Hungarian was cited because the current conservative linktrail rules break Hungarian words. \p{L} or \p{L&} would work well for Hungarian (I imagine the latter was used to avoid affecting CJK languages; no idea how well that works). Even \p{Latin} would be fine.

\p{Latin} would not be sufficient to avoid breaking words. There are languages needing other characters within Latin, notably with combining sequences. See for example Vietnamese that could use letters with two diacritics ! See also Chinese pinyin text, and some African languages.

In fact the minimum would require adding all combining characters (really needed to avoid breaking default grapheme clusters), all joiner controls, digits (including their wide versions used in CJK contexts because p{Latin} also includes wide letters), and a few punctuations (and the soft hyphen, but probably not the minus-hyphen).

Handling the ASCII apostrophe is complex (even more complex in MediaWiki due to its use to markup bold and italic styles: an initial parsing of these wiki syntax would be needed to know if these are apostrophes or markup...).

Note also that the apostrophe mays also be used as a quote (this is covered in more details in Unicode word breakers), and that this concerns not only the the ASCII apostrophe but also the rounded apostrophe.

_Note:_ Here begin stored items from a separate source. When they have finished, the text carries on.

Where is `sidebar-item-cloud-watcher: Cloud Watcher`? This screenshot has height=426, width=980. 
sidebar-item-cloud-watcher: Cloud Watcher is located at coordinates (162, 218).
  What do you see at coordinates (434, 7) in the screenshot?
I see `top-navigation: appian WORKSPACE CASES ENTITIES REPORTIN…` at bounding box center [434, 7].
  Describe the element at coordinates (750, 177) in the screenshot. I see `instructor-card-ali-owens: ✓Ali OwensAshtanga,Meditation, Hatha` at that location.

Again, it is really needed to look at the Unicode standard :

  1. a MUST-HAVE in all cases, for all languages first requires not breaking any combining sequences before any characters with a non-zero combinining class and not even before CGJ), and to ensure that canonically equivalent strings will always break identically (needed for strict process conformance as required by the standard in all algorithms).
  2. the rules for default grapheme clusters breakers (this adds some unbreakable sequences for Latin text), these rules are language-neutral (there are a few rules to take for Latin text, notably "spacing diacritics", and joiners; we could exclude here some "letterlike" symbols that are not really Latin).
  3. the rules for word breakers (even if we consider only Latin-written languages): these rules however are language-sensitive (English is simple at this step but not all Latin-written languages, here there's the case for apostrophes, hyphens...)

In summary, it will be much more complex than just a regular expression: it requires a specific parser code (look at ICU implementation).

link trails are just a minor facility for lazy English contributors using the Wiki code editor.

Those links can be used in many languages. In German Wikipedia they are used exceedingly!